First the beat was dequantized: unsnapped from the tyranny of the
grid. Then it was obliterated: broken down and denatured almost until
the point of unrecognizability. In the former case, I’m thinking of
course of UK dubstep, wonky et al. In the latter, mainly footwork and a recently emergent branch of “instrumental” hip-hop that, for the time being at least, remains nameless.
On second thought, perhaps that “instrumental” doesn’t belong in scare quotes after all. Because it’s not just the lack of vocals that characterizes this kind of music, but the use
of the Monome, Roland SP-404, and other similarly tactile MIDI
controllers and digital samplers. What these instruments do is allow for
the reintroduction of a certain kind of mutant organicism into the
production/performance process.
Not everyone’s interested, of course. For a lot of people, electronica still means precision. That’s true even of an MPC magician like AraabMuzik, I think. When I saw him play live recently, the music was so
relentless, so utterly mind-and-body numbing in its regularity, that I
found myself retreating into a side-room after only about 20 minutes:
that was all I could take. But look at this. Or this. Artists like Melbourne’s Galapagoose, L.A.’s aaronmaxwell, and Brighton’s Warm Thighs
have taken the sampler and used it to extricate hip-hop from the groove
— or at least to drastically modify our relationship with it anyway.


**WHAT NEEDS TO BE DONE**: Verbatim copy without images: return all of the data as it stands.

**DATA LISTING**:
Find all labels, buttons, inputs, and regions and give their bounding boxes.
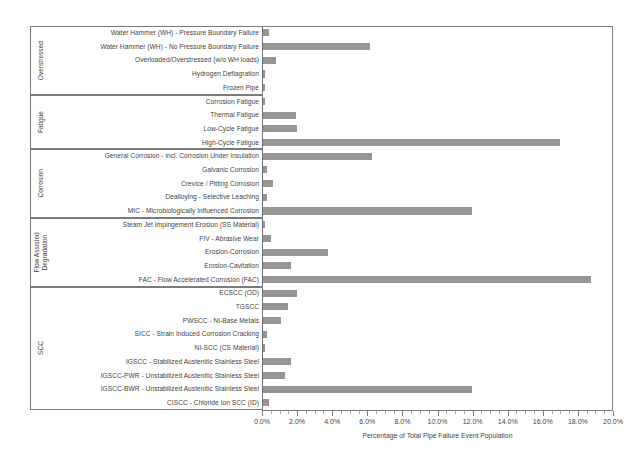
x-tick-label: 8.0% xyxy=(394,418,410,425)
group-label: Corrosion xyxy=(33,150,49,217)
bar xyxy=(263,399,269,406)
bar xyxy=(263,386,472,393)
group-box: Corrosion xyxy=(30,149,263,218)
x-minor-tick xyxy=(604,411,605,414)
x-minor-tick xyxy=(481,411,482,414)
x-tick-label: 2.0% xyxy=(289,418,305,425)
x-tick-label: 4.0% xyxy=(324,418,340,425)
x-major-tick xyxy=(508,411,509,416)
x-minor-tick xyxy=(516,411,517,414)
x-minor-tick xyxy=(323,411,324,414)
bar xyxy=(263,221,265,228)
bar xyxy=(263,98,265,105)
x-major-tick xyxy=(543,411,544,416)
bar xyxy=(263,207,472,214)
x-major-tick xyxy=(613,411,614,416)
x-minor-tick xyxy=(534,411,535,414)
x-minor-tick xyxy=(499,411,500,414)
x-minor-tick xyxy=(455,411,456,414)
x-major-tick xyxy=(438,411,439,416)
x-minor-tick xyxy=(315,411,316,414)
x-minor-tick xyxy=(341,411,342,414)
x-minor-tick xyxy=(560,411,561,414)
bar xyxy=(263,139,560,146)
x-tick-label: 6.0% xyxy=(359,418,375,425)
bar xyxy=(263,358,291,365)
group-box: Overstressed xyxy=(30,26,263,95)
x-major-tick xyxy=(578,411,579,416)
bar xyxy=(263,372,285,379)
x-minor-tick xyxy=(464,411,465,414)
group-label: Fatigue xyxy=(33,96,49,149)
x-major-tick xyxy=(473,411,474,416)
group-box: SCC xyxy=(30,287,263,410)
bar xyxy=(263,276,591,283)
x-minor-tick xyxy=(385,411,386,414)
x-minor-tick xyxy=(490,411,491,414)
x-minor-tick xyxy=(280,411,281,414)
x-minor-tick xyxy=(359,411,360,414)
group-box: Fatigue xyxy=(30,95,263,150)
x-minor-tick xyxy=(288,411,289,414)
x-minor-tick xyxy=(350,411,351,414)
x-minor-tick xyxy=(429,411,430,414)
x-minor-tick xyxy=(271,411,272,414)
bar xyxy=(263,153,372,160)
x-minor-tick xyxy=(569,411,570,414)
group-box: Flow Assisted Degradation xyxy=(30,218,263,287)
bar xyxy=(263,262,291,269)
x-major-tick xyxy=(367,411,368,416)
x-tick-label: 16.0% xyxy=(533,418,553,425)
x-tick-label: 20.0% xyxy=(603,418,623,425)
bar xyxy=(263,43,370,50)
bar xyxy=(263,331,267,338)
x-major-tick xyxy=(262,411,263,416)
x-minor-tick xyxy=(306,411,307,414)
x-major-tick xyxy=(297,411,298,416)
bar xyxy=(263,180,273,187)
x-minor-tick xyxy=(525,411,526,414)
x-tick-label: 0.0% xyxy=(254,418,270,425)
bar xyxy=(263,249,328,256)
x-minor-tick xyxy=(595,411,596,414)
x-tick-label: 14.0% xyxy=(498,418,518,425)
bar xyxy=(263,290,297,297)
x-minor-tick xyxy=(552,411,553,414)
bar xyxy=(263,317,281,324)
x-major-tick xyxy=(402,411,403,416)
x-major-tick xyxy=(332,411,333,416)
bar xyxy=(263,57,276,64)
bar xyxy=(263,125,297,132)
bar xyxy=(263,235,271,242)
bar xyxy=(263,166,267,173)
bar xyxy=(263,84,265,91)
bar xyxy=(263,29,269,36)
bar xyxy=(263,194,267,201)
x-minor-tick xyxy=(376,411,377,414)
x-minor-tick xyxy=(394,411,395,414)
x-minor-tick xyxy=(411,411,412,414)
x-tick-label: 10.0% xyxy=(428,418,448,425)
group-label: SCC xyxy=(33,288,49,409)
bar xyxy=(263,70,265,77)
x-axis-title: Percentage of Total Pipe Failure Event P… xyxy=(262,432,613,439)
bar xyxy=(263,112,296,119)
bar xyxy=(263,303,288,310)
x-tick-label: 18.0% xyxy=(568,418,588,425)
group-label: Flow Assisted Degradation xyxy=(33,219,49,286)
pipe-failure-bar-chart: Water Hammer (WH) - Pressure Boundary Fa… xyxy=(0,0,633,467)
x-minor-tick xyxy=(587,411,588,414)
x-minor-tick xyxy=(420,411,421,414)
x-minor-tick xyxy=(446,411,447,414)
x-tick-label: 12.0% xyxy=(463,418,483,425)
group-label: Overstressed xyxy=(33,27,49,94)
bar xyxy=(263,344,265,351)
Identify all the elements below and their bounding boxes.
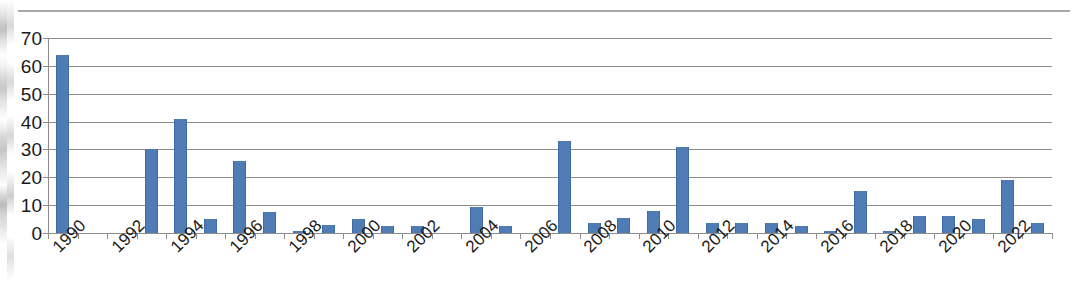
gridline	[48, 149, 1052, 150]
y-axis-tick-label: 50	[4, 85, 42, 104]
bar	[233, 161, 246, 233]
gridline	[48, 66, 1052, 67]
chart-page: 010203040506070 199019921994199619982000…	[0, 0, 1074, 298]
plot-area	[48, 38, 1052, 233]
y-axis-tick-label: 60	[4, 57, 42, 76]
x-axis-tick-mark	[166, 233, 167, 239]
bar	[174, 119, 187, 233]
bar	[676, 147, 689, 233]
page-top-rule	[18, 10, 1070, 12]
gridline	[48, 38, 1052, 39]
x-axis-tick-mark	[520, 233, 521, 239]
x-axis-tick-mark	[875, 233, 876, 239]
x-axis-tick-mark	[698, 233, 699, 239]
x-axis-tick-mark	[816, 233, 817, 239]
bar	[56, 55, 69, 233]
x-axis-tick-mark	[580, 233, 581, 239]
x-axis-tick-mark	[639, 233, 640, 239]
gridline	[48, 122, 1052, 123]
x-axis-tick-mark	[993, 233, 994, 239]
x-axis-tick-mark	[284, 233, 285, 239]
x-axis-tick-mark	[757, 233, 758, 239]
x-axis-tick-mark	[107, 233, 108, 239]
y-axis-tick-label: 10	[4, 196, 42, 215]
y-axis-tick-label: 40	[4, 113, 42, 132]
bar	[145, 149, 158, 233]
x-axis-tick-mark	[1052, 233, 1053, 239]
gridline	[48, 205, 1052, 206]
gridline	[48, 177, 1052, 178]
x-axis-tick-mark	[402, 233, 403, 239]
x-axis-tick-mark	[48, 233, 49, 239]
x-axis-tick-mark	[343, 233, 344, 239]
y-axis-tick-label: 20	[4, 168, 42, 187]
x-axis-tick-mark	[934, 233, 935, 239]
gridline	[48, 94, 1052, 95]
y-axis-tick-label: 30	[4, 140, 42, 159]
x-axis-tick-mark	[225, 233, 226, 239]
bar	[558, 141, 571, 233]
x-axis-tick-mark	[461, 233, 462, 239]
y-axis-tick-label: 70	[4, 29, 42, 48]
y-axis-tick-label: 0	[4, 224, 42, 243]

**TASK OUTPUT**:
Find all labels, buttons, inputs, and regions and give their bounding boxes.
x-tick-label: 8.0% xyxy=(394,418,410,425)
group-label: Corrosion xyxy=(33,150,49,217)
bar xyxy=(263,399,269,406)
bar xyxy=(263,386,472,393)
group-box: Corrosion xyxy=(30,149,263,218)
x-minor-tick xyxy=(604,411,605,414)
x-minor-tick xyxy=(481,411,482,414)
x-tick-label: 2.0% xyxy=(289,418,305,425)
x-tick-label: 4.0% xyxy=(324,418,340,425)
x-major-tick xyxy=(508,411,509,416)
x-minor-tick xyxy=(516,411,517,414)
x-minor-tick xyxy=(323,411,324,414)
bar xyxy=(263,221,265,228)
bar xyxy=(263,98,265,105)
x-major-tick xyxy=(543,411,544,416)
bar xyxy=(263,207,472,214)
x-major-tick xyxy=(613,411,614,416)
x-minor-tick xyxy=(534,411,535,414)
x-minor-tick xyxy=(499,411,500,414)
x-minor-tick xyxy=(455,411,456,414)
x-major-tick xyxy=(438,411,439,416)
x-minor-tick xyxy=(315,411,316,414)
x-minor-tick xyxy=(341,411,342,414)
x-minor-tick xyxy=(560,411,561,414)
bar xyxy=(263,139,560,146)
x-tick-label: 6.0% xyxy=(359,418,375,425)
bar xyxy=(263,358,291,365)
group-box: Overstressed xyxy=(30,26,263,95)
x-major-tick xyxy=(578,411,579,416)
bar xyxy=(263,372,285,379)
x-minor-tick xyxy=(464,411,465,414)
group-label: Fatigue xyxy=(33,96,49,149)
x-major-tick xyxy=(473,411,474,416)
group-box: SCC xyxy=(30,287,263,410)
bar xyxy=(263,276,591,283)
x-minor-tick xyxy=(385,411,386,414)
x-minor-tick xyxy=(490,411,491,414)
x-minor-tick xyxy=(280,411,281,414)
x-minor-tick xyxy=(359,411,360,414)
group-box: Fatigue xyxy=(30,95,263,150)
x-minor-tick xyxy=(288,411,289,414)
x-minor-tick xyxy=(350,411,351,414)
x-minor-tick xyxy=(429,411,430,414)
x-minor-tick xyxy=(271,411,272,414)
bar xyxy=(263,153,372,160)
x-minor-tick xyxy=(569,411,570,414)
group-box: Flow Assisted Degradation xyxy=(30,218,263,287)
bar xyxy=(263,262,291,269)
x-major-tick xyxy=(367,411,368,416)
x-tick-label: 16.0% xyxy=(533,418,553,425)
x-tick-label: 20.0% xyxy=(603,418,623,425)
bar xyxy=(263,43,370,50)
bar xyxy=(263,331,267,338)
x-major-tick xyxy=(262,411,263,416)
x-minor-tick xyxy=(306,411,307,414)
x-major-tick xyxy=(297,411,298,416)
bar xyxy=(263,180,273,187)
x-minor-tick xyxy=(525,411,526,414)
x-tick-label: 0.0% xyxy=(254,418,270,425)
bar xyxy=(263,249,328,256)
x-minor-tick xyxy=(595,411,596,414)
x-tick-label: 14.0% xyxy=(498,418,518,425)
bar xyxy=(263,290,297,297)
x-minor-tick xyxy=(552,411,553,414)
bar xyxy=(263,317,281,324)
x-major-tick xyxy=(402,411,403,416)
x-major-tick xyxy=(332,411,333,416)
bar xyxy=(263,57,276,64)
bar xyxy=(263,125,297,132)
bar xyxy=(263,235,271,242)
bar xyxy=(263,166,267,173)
bar xyxy=(263,84,265,91)
bar xyxy=(263,29,269,36)
bar xyxy=(263,194,267,201)
x-minor-tick xyxy=(376,411,377,414)
x-minor-tick xyxy=(394,411,395,414)
x-minor-tick xyxy=(411,411,412,414)
x-tick-label: 10.0% xyxy=(428,418,448,425)
group-label: SCC xyxy=(33,288,49,409)
bar xyxy=(263,70,265,77)
x-axis-title: Percentage of Total Pipe Failure Event P… xyxy=(262,432,613,439)
bar xyxy=(263,112,296,119)
bar xyxy=(263,303,288,310)
x-tick-label: 18.0% xyxy=(568,418,588,425)
group-label: Flow Assisted Degradation xyxy=(33,219,49,286)
pipe-failure-bar-chart: Water Hammer (WH) - Pressure Boundary Fa… xyxy=(0,0,633,467)
x-minor-tick xyxy=(587,411,588,414)
x-minor-tick xyxy=(420,411,421,414)
x-minor-tick xyxy=(446,411,447,414)
x-tick-label: 12.0% xyxy=(463,418,483,425)
group-label: Overstressed xyxy=(33,27,49,94)
bar xyxy=(263,344,265,351)
Identify all the elements below and their bounding boxes.
gridline	[48, 149, 1052, 150]
y-axis-tick-label: 50	[4, 85, 42, 104]
bar	[233, 161, 246, 233]
gridline	[48, 66, 1052, 67]
chart-page: 010203040506070 199019921994199619982000…	[0, 0, 1074, 298]
plot-area	[48, 38, 1052, 233]
y-axis-tick-label: 60	[4, 57, 42, 76]
x-axis-tick-mark	[166, 233, 167, 239]
bar	[174, 119, 187, 233]
bar	[676, 147, 689, 233]
page-top-rule	[18, 10, 1070, 12]
gridline	[48, 38, 1052, 39]
x-axis-tick-mark	[520, 233, 521, 239]
x-axis-tick-mark	[875, 233, 876, 239]
x-axis-tick-mark	[698, 233, 699, 239]
x-axis-tick-mark	[816, 233, 817, 239]
bar	[56, 55, 69, 233]
x-axis-tick-mark	[580, 233, 581, 239]
x-axis-tick-mark	[639, 233, 640, 239]
gridline	[48, 122, 1052, 123]
x-axis-tick-mark	[993, 233, 994, 239]
x-axis-tick-mark	[284, 233, 285, 239]
x-axis-tick-mark	[757, 233, 758, 239]
x-axis-tick-mark	[107, 233, 108, 239]
y-axis-tick-label: 10	[4, 196, 42, 215]
y-axis-tick-label: 40	[4, 113, 42, 132]
bar	[145, 149, 158, 233]
x-axis-tick-mark	[1052, 233, 1053, 239]
gridline	[48, 205, 1052, 206]
gridline	[48, 177, 1052, 178]
x-axis-tick-mark	[402, 233, 403, 239]
x-axis-tick-mark	[48, 233, 49, 239]
x-axis-tick-mark	[343, 233, 344, 239]
y-axis-tick-label: 20	[4, 168, 42, 187]
x-axis-tick-mark	[934, 233, 935, 239]
gridline	[48, 94, 1052, 95]
y-axis-tick-label: 30	[4, 140, 42, 159]
x-axis-tick-mark	[225, 233, 226, 239]
bar	[558, 141, 571, 233]
x-axis-tick-mark	[461, 233, 462, 239]
y-axis-tick-label: 70	[4, 29, 42, 48]
y-axis-tick-label: 0	[4, 224, 42, 243]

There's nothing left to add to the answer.